She grins. “Now there’s the girl I know and love.” She hops to her feet and opens the closet. “Put on that thong, and let’s find something hot for you to wear tonight. The sexually adventurous men of Vancouver are just waiting to meet you.”
I give in—Summer of Yes and all—and admit, “There’s a matching bra,” and pluck it from the drawer.
“Perfect.” She’s rifling through her clothes, tugging out pieces and tossing them on the bed. “One question. What if it turns out that this Jameson guy checks off all the boxes on your list?”
I roll my eyes to the ceiling. “Can I just focus on getting a job, some plates, and a way to pay rent, and then we’ll see about a guy fitting into the picture?”
“Sure, sure. I’m just saying, a man like that won’t be on the market forever. Don’t move too slowly if you see something you like.”
“Oh, Nikki.”
* * *
That evening, when Nicole’s friend Dani rolls up in an Uber to pick us up, we rally down to the lobby and push through the heavy glass doors, laughing.
It’s strange; I haven’t heard myself laugh like this in so long.
As we got ready for ladies’ night, we drank a couple of shots of Nicole’s favorite alcohol, Sambuca, while she told me all about the rock stars she’s met by now, because I asked. The list included the ones who own the nightclub she works at, the ones who come into the nightclub, and of course, Dani’s connections. Though, despite her best efforts, Nicole’s only ever managed to hook up with one of them.
A few years back, through Dani and her twin sister, Nicole met drummer Xander Rush, and screwed him, twice. But then, according to her, he ghosted her because she asked him to put her over his knee and spank her and he said, “I don’t know you well enough for that.”
For some reason we thought that was crazy funny, and I demanded, “How can a rock star be such a prude?” Because the two (giant) shots were already going to my head and I was getting lippy.
And I thought, This is what I never had.
I never, ever had this period in my life when I lived wild and free with my girlfriends, got dressed in sexy clothes and put loud music on and did shots and went barhopping and flirted with men I’d never see again.
Or hooked up with them for the night.
I lived in a town where everyone knew everyone, and there was only one bar, and anyway, I hadn’t been truly single since I was seventeen, but still.
When I told Nicole about this sad lack in my life, she said soberly, “You just described every night of my life,” and I laughed my way right out her front door.
When Dani’s Uber honks at us from the street, Nicole heads toward it along the sidewalk, but I stop in my tracks. I stumble a little as my attention is seized by the view across the street.
The laughter dies in my throat.
Parked at the curb directly across from Nicole’s building is a gleaming black limo, and a man stands next to it, staring at me.
A tall, strikingly gorgeous man with wavy, sun-kissed hair and light-blue eyes. He wears tight, deep-blue dress pants that showcase his long, muscular legs and a fitted button-up shirt the same color as his eyes. And a tie.
His clothes look like they might split open if he flexes.
Jameson Vance has the body of a superhero and the face of an angel, and how the hell he’s single, I’ll never know. There are stunningly beautiful women out there, too, and there’s no way they aren’t all over this man every time he leaves his house.
And there he is, staring at me.
I suddenly feel ridiculously sex-forward in the black velvet leggings, glittery, sleeveless T-shirt, and heels that Nicole talked me into. I grip my purse tight to my ribs and try to remember how to breathe as his eyes move over me.
“Megan?” Nicole calls to me from the open back door of the Uber.
I barely hear her.
I’m in that tunnel again, where the world turns blurry and unreal around me, like a watercolor painting, leaving nothing but the man in front of me.
“Um… just a minute,” I say hoarsely.
Nicole must see what I’m seeing, because she doesn’t say another word as I wander to the curb and dangle there, uncertain.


Your goal: Every line that contains "Competence" must be located and copied from the data.

Study material:
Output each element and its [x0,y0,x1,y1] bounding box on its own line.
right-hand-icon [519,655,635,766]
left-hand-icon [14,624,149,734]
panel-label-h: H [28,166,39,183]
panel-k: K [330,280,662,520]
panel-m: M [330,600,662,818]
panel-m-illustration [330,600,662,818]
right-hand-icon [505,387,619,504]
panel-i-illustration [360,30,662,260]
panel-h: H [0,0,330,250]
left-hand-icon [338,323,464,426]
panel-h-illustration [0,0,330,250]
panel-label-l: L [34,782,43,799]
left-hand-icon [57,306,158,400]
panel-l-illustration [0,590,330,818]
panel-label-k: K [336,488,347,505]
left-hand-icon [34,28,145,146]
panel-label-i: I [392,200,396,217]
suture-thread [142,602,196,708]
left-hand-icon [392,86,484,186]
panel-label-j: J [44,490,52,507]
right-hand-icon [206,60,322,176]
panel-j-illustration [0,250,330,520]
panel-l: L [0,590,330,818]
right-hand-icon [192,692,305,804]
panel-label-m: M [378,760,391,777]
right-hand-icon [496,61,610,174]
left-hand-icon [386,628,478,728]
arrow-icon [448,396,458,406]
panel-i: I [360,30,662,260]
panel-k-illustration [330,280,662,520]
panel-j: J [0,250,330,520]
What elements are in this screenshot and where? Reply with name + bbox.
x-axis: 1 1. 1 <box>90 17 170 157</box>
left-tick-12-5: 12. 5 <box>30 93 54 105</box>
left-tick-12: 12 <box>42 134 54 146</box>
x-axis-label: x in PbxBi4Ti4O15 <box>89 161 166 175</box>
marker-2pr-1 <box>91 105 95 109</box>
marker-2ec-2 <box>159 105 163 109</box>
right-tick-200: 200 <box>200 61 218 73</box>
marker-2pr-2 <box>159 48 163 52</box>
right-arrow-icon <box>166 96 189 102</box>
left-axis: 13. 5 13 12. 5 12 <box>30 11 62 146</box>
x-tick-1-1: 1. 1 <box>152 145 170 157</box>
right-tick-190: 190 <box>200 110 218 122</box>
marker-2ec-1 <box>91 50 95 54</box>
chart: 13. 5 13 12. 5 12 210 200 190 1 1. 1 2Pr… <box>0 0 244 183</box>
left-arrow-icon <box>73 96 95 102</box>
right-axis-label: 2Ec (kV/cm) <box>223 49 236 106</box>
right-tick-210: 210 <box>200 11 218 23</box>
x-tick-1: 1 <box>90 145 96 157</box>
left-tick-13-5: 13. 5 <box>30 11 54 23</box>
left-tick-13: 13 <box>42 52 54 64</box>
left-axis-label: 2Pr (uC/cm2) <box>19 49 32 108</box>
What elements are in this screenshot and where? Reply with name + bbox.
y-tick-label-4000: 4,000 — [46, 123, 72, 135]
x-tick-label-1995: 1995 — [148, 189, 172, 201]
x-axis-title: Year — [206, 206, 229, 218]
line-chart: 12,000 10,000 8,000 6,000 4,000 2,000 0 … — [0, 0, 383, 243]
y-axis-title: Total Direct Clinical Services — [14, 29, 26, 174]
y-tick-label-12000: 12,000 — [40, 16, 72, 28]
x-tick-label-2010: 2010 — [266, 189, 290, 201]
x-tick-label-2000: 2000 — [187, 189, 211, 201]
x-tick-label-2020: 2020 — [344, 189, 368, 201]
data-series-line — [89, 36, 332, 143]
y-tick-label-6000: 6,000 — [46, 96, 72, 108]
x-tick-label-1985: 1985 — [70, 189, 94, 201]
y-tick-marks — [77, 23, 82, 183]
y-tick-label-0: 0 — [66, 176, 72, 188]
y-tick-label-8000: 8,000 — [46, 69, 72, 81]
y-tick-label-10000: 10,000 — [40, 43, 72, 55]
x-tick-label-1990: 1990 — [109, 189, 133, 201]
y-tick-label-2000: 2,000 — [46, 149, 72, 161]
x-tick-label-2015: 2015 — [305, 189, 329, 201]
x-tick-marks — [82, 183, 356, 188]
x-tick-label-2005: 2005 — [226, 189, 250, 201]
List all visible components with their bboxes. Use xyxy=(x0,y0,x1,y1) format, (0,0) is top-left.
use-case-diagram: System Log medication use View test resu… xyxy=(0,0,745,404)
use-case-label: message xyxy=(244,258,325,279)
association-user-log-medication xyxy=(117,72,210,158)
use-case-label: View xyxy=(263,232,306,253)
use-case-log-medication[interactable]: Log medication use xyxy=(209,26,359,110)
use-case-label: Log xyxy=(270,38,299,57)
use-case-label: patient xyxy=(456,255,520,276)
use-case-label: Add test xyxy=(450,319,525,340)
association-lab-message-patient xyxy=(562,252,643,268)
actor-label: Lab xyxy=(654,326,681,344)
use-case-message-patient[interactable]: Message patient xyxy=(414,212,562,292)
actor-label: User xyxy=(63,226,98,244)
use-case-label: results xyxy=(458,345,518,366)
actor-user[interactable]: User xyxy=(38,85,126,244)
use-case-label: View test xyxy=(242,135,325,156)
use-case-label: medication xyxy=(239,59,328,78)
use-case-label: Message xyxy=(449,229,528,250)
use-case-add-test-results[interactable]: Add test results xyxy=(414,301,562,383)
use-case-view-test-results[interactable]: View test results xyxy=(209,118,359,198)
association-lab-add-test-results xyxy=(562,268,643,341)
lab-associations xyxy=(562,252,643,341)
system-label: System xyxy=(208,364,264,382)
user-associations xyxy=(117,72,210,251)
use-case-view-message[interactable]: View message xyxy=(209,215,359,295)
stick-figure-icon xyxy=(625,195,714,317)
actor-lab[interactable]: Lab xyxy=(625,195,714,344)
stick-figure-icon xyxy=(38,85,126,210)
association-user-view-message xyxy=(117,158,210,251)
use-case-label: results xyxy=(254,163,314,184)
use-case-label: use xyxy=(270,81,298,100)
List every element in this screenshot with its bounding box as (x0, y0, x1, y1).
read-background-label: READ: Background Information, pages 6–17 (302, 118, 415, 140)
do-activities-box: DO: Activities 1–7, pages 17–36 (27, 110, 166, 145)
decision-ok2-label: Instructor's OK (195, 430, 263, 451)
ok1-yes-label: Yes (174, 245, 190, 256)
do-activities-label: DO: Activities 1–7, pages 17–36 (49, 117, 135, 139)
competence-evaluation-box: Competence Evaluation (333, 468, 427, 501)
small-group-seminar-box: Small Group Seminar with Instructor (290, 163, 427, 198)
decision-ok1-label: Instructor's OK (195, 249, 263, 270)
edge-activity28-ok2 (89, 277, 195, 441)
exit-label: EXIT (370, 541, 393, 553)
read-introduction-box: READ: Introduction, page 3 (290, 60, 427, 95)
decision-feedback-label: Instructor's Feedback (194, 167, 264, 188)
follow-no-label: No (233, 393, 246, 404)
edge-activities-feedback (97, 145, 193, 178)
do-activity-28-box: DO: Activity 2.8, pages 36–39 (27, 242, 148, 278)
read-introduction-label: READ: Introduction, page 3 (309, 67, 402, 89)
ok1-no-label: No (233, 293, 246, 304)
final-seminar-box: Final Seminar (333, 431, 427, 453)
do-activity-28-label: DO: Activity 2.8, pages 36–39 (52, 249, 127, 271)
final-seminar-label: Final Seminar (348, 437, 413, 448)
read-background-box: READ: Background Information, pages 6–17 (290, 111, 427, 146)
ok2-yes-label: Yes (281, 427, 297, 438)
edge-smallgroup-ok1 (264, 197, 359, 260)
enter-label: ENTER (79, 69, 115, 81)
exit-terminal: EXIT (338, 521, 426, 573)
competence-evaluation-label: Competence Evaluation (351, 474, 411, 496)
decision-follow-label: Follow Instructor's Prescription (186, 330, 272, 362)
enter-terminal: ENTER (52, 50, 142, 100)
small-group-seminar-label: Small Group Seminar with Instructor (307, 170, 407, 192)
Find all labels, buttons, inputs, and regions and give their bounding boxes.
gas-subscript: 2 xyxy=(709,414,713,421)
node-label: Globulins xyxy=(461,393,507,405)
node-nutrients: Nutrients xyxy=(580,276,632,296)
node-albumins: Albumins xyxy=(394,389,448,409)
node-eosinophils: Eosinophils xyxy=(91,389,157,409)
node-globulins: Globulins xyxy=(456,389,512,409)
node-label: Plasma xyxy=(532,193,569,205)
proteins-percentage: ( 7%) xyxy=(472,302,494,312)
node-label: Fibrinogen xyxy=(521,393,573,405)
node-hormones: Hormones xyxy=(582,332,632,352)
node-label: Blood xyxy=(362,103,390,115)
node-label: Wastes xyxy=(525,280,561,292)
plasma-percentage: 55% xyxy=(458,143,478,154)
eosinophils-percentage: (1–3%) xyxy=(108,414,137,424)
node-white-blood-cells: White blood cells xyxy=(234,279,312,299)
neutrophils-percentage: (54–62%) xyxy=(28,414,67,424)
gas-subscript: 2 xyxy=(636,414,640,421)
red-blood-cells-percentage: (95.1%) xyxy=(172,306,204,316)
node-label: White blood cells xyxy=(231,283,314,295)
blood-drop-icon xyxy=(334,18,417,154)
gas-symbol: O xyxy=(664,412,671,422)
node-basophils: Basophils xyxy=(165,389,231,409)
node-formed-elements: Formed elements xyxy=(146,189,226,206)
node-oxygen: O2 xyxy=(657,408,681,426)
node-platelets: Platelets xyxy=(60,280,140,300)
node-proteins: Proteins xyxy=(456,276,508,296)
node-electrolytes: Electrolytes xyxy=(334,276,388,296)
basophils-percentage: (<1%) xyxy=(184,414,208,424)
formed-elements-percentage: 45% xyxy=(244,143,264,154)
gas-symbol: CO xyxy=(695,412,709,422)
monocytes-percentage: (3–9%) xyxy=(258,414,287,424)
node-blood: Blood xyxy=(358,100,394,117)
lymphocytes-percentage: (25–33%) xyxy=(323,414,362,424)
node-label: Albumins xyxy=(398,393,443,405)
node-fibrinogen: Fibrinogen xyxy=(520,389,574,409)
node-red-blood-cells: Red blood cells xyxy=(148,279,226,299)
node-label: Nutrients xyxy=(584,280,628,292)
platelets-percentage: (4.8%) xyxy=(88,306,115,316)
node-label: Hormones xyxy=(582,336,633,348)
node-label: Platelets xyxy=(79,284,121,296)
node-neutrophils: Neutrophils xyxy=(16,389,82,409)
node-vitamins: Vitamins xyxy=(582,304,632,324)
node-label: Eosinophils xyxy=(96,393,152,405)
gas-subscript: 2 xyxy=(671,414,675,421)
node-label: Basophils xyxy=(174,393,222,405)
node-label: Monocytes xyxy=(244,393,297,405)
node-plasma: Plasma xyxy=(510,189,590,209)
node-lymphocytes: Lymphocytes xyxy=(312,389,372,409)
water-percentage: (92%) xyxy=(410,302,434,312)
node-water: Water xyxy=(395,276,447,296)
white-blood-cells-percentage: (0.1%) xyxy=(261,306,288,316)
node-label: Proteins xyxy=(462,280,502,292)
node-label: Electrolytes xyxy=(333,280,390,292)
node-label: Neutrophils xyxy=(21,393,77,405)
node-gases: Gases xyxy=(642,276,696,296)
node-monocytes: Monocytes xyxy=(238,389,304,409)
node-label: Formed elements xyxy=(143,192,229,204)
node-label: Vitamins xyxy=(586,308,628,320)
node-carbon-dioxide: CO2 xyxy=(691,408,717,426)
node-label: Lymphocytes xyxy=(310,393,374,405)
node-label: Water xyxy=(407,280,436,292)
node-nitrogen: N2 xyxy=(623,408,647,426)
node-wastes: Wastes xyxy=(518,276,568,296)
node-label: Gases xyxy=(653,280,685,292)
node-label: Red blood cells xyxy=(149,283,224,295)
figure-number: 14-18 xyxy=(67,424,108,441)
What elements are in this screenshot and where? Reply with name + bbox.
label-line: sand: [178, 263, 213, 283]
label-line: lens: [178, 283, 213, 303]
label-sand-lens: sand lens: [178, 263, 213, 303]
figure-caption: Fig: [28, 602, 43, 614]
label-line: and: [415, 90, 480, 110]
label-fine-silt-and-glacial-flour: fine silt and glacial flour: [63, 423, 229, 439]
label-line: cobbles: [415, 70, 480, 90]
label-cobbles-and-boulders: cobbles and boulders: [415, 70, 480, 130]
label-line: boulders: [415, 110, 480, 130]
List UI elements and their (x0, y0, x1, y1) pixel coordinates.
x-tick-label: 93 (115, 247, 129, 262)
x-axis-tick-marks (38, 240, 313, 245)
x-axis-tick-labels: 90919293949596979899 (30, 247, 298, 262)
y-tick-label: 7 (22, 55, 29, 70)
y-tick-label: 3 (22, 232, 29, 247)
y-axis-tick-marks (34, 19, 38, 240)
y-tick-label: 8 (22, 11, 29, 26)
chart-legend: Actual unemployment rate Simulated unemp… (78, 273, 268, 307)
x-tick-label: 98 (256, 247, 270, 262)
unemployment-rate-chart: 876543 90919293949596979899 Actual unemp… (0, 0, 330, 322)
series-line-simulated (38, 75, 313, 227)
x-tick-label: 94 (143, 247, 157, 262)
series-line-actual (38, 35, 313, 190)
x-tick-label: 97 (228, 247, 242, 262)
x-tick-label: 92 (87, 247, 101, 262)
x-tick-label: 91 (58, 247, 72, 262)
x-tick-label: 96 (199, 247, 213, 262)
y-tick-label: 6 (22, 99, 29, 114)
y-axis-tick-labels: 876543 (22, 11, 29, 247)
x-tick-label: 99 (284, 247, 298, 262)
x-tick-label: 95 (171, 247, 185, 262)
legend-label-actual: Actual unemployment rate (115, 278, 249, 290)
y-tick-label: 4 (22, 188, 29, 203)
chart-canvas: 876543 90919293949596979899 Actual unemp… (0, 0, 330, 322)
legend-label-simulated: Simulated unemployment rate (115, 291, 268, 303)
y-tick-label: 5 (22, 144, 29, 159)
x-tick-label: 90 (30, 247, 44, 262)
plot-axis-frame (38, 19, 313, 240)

Solution for this problem:
competence-evaluation-box: Competence Evaluation (333, 468, 427, 501)
competence-evaluation-label: Competence Evaluation (351, 474, 411, 496)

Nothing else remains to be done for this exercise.